What I and others have noticed is that how people access the Internet is undergoing a similar evolution. Until the wireless broadband revolution, Internet access was pretty much done from general-purpose computing devices known as 'desktop' and 'laptop' with occasional forays into special-purpose devices like 'webTV'. Now that the wires have gone away, things have shrunk again and you've got smartphones and tablets in the mix.

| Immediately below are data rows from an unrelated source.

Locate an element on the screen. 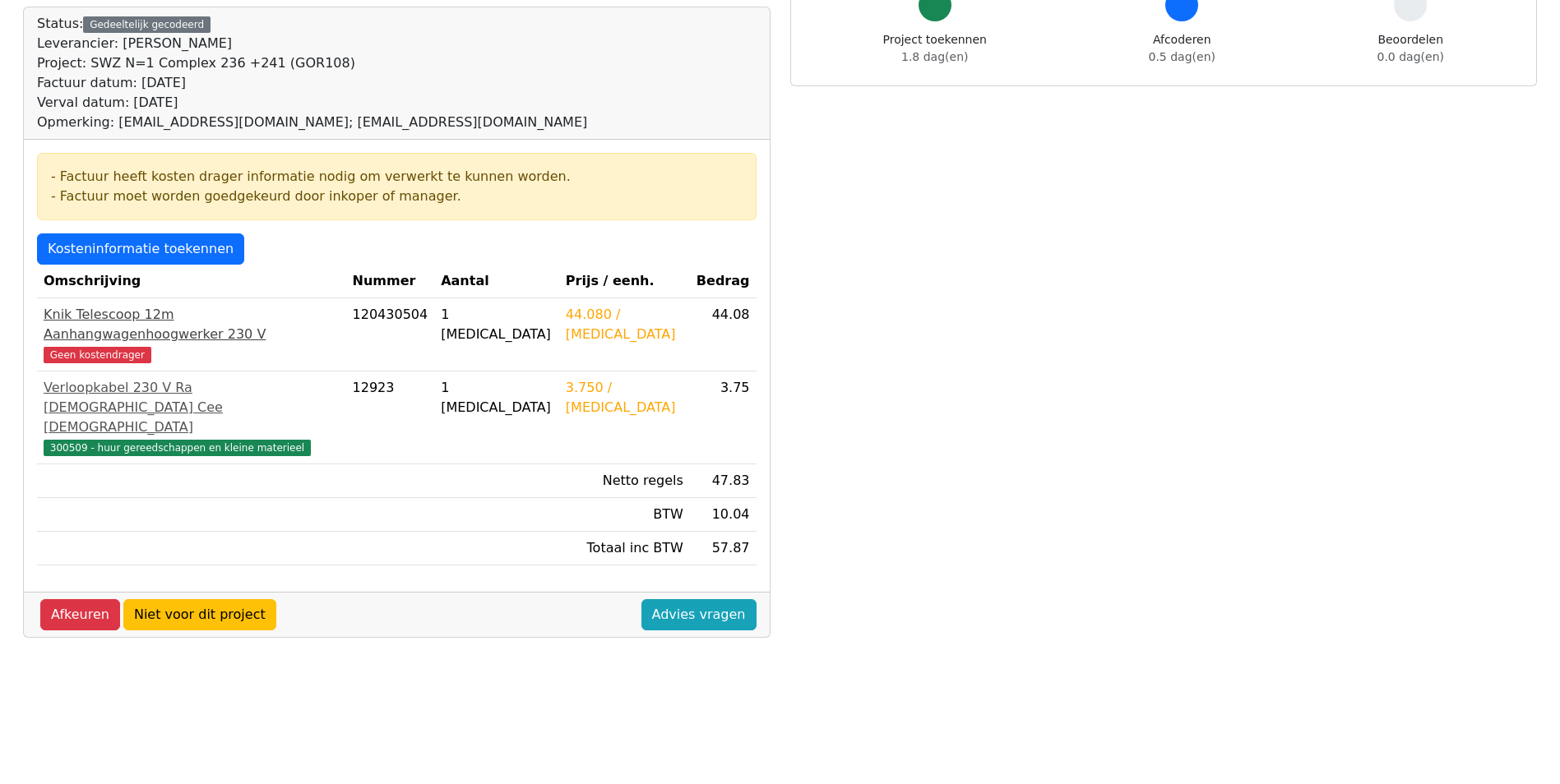  th: Bedrag is located at coordinates (723, 281).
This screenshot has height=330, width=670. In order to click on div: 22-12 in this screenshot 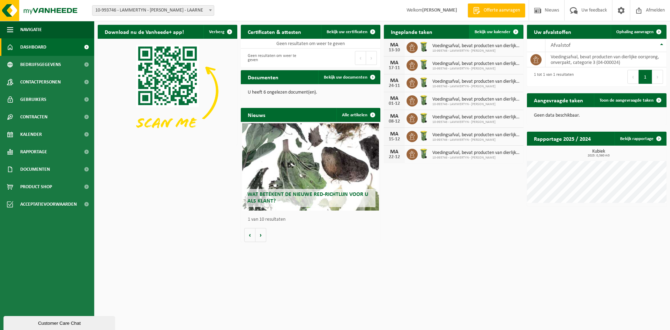, I will do `click(394, 157)`.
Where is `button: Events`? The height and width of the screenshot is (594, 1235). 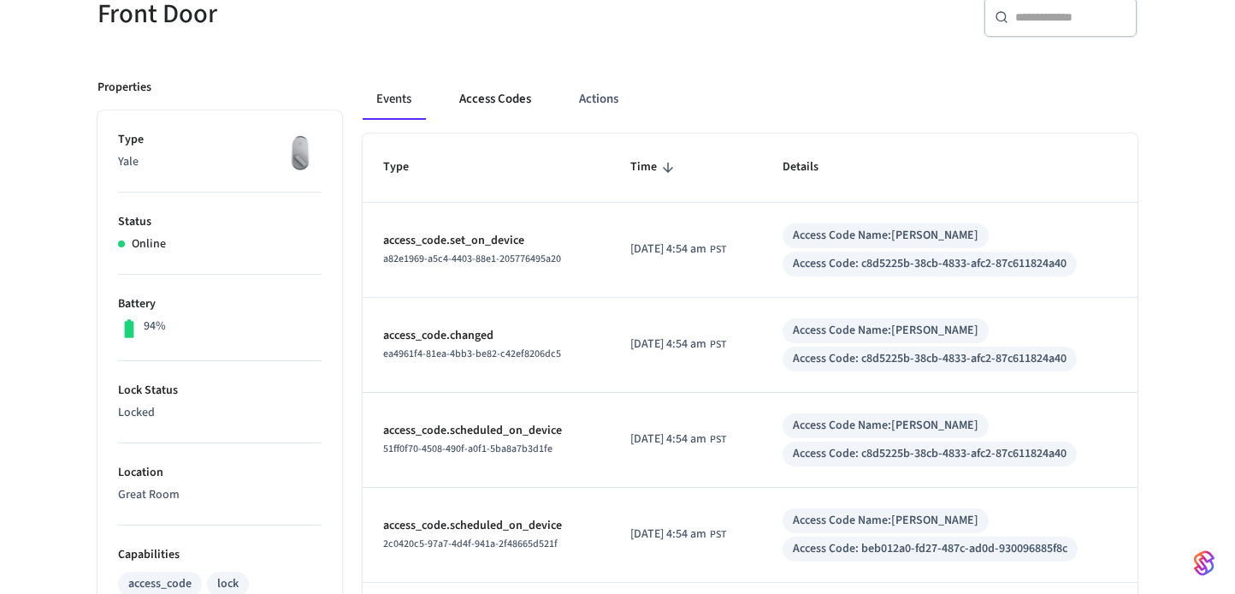 button: Events is located at coordinates (393, 99).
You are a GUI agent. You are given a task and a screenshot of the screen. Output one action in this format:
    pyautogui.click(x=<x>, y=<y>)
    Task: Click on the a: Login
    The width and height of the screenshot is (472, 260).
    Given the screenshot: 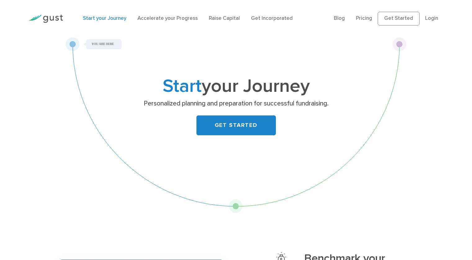 What is the action you would take?
    pyautogui.click(x=431, y=18)
    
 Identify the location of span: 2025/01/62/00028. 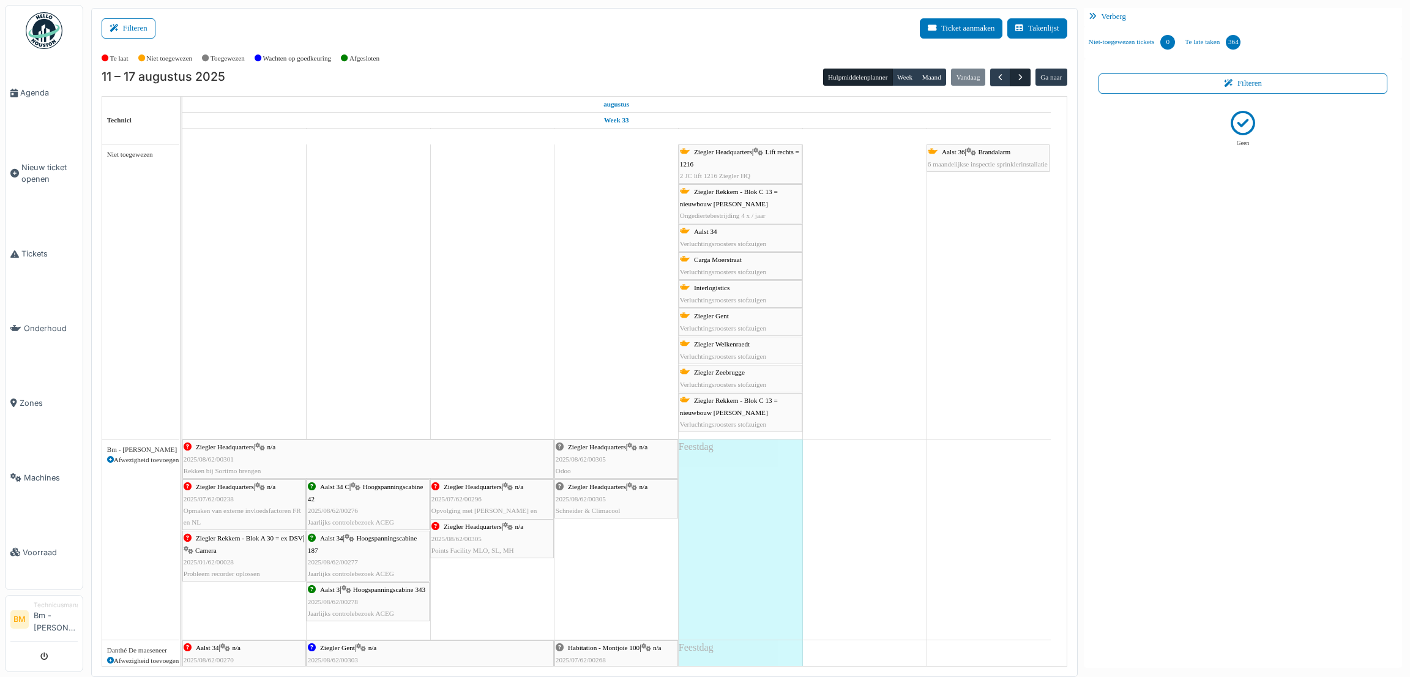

Unlike how the initial Internet developed, the companies pushing out the new phones and tablets have realized that providing central control of that experience can avoid some of the pitfalls of a fully open infrastructure. This is a new interaction model for people and uptake has been strong. To me this suggests that we're entering the 'consolidation' phase of Internet access, and this is where the fight gets real.

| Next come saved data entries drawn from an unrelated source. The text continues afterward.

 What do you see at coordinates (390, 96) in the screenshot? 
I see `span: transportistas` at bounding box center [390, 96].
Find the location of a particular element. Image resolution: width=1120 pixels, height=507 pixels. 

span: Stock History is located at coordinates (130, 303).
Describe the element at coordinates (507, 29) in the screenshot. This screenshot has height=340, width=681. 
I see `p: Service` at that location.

We already have entire countries attempting to regulate who can go where on the Internet, and now we have large companies doing the same thing. Unlike countries, at the moment people are opting into central control by these companies. Things Just Work, which is very attractive. To those who look at the innovation that the fully open Internet provided, this sort of curated access is very threatening.

That said, innovation won't stop, it'll just get subsumed into the big companies. Once stage 5 is hit, the creative froth starts dying down. Or rather, what generated the froth is still there, it just doesn't engender new companies at the same rate; the existing companies prospect for new ideas and glomb onto them a lot faster than they did in stage 2.

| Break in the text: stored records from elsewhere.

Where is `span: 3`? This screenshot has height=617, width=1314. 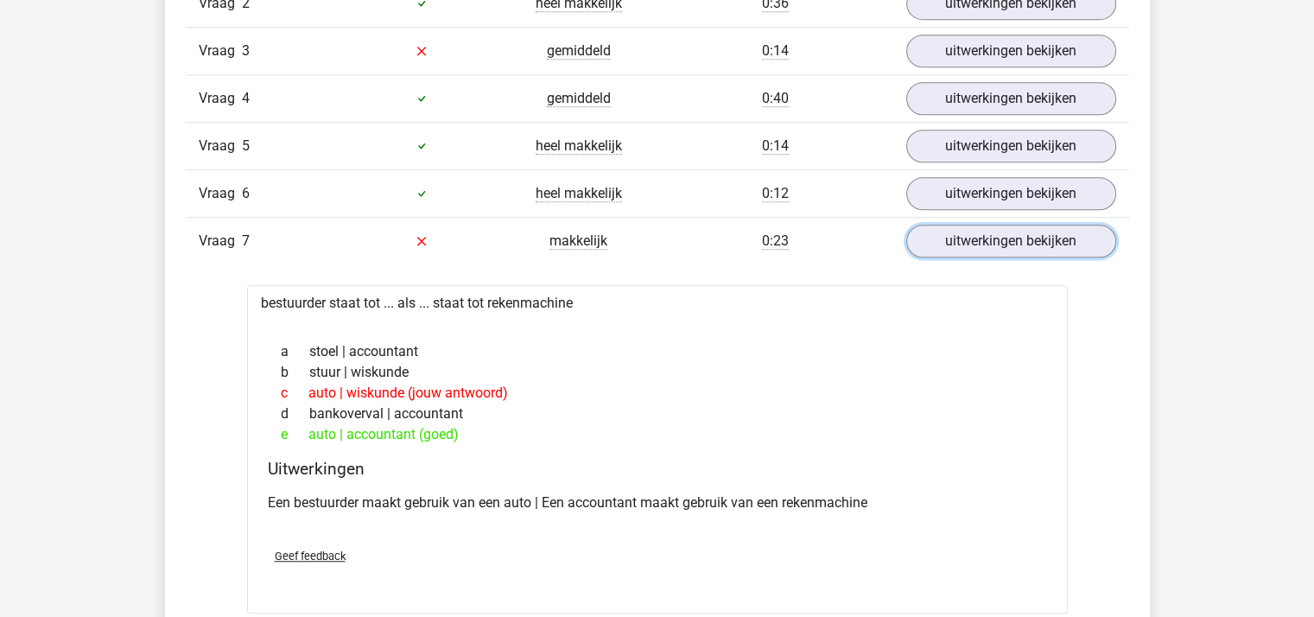 span: 3 is located at coordinates (245, 50).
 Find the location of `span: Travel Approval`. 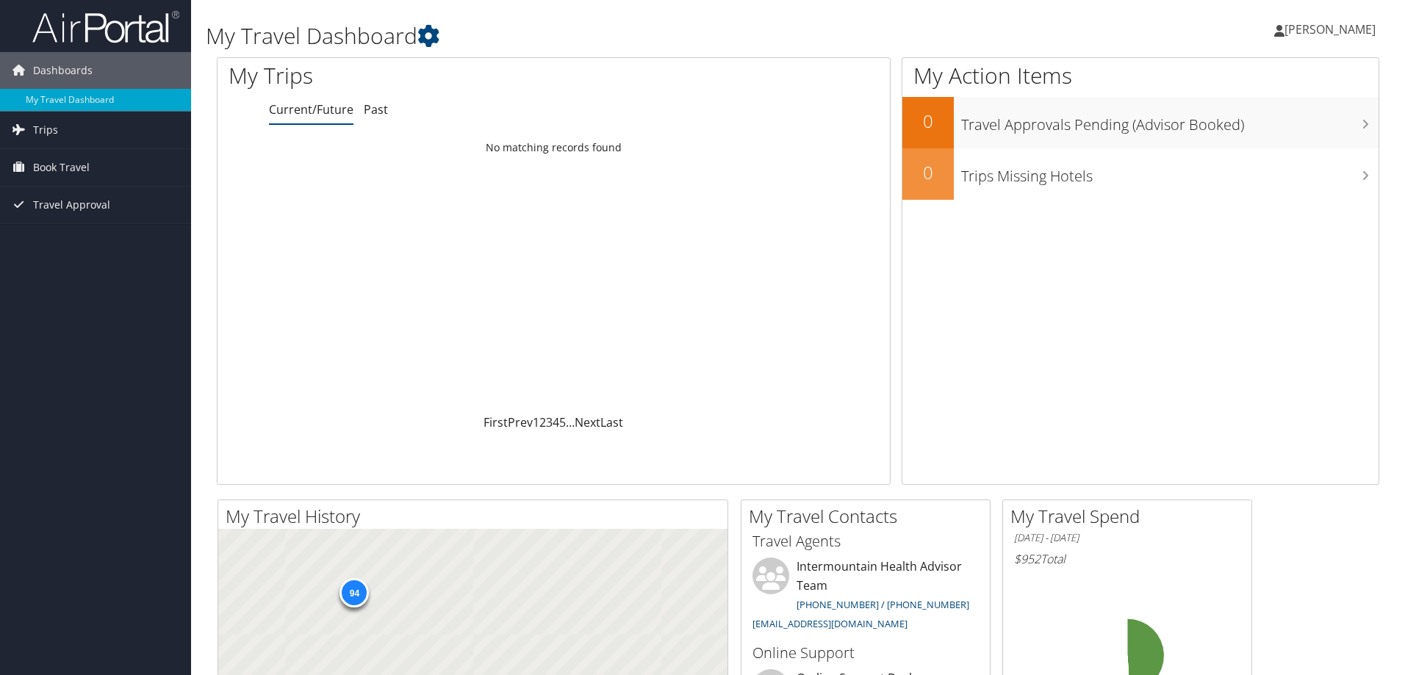

span: Travel Approval is located at coordinates (71, 205).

For a GREAT visual of this process, NASA has an excellent video shot on the ISS: link

Much like the consolidation list I started this post with, you'll still get a steady stream of startup ideas, but there will be some downward pressure from the central authorities. Much hay has been made over what Apple will and won't let into the App Store, which is a great case in point.

Will curated-computing replace the open-access computing we've had until now? I think it'll replace a large part of the market, but not all of it. Things Just Work, and that's a powerful driver. People don't mind closed access so long as anything they want to do is available in the box with them. This is why Apple keeps promoting the number of apps in the App Store, and why Android, Blackberry, and HP Palm do the same thing for their application storefronts.

Once access narrows down into a small group of companies, centralized control becomes a LOT easier. The Internet has been transformative because it's so decentralized it's tricky to lock down. Places like China and Iran do so with limited effect. Having a few smaller targets to aim laws at (Blackberry & India for example) makes exerting territorial control markedly easier. It is my opinion that this will provide a counter-incentive for the upkeep of these curated technologies.

Unfortunately, we'll have to wait and see how the market settles out.